Bhima used to make a display of his strength by thus tormenting them in childishness but not from malice. "Seeing these wonderful exhibitions of the might of Bhima, the powerful Duryodhana, the eldest son of Dhritarashtra, began to conceive hostility towards him. And the wicked and unrighteous Duryodhana, through ignorance and ambition, prepared himself for an act of sin.

This was a good, stout, proof article of faith, pronounced under an anathema by the venerable fathers of this philosophic synod. Credat who will, certainly not Judæus Apella. A noble indignation rises in the minds of your popular leaders, on hearing the magic-lantern in their show of finance compared to the fraudulent exhibitions of Mr. Law.

The vestry persuaded the Reverend Willibert that the time was not yet ripe for candles; and the board of deacons induced the Reverend Cotton Mather to substitute a course of lectures on the Women of the Bible for the stereopticon exhibitions. Hostilities gently frothed themselves away and subsided.

Just as ants are too energetic and cats too shrewd for their own highest good, so the elephants suffer from too much patience. Their exhibitions of it may seem superb, such power and such restraint, combined, are noble, but a quality carried to excess defeats itself. Kings who won't lift their scepters must yield in the end; and, the worst of it is, to upstarts who snatch at their crowns.

Such exhibitions were not uncommon among the Indians, and as Duncan was already sufficiently disguised in his dress, there certainly did exist some reason for believing that, with his knowledge of French, he might pass for a juggler from Ticonderoga, straggling among the allied and friendly tribes.

The principal reason for this is that many of our most serious figure-painters have been so much occupied with mural decoration that their work seldom appears in the exhibitions at all, while the work that they have done is so scattered over our vast country that we rather forget its existence and, assuredly, have little realization of its amount.

Our adversaries consider that an activity which is neither aided by supplies, nor regulated by government, is an activity destroyed. We think just the contrary. Their faith is in the legislator, not in mankind; ours is in mankind, not in the legislator.
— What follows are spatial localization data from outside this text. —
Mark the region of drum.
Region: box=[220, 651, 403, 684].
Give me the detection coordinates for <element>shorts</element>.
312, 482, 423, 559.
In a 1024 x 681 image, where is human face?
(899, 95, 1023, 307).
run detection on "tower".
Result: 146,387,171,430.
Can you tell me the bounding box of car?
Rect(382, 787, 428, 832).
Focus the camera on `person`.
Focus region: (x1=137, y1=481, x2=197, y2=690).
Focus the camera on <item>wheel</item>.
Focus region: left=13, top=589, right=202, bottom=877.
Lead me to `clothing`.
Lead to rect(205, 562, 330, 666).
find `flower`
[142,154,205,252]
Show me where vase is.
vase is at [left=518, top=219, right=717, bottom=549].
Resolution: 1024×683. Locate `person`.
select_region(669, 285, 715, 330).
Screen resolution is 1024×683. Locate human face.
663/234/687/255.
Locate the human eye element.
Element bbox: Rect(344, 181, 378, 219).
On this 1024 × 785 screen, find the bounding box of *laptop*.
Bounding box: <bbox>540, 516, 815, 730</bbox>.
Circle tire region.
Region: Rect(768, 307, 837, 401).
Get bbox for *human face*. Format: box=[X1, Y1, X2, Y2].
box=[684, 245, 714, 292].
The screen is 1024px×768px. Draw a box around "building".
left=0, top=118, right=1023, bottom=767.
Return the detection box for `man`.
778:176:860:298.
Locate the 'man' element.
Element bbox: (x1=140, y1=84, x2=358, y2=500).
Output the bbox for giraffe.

Thus M. Lamartine said, "Upon this principle we must abolish the public exhibitions, which are the honour and the wealth of this country."

To these horrors, with a rapidity characteristic of the Roman depravity, and possible only under the most extensive demoralization of the public mind, succeeded festivals of gorgeous pomp, and amphitheatrical exhibitions, upon a scale of grandeur absolutely unparalleled by all former attempts.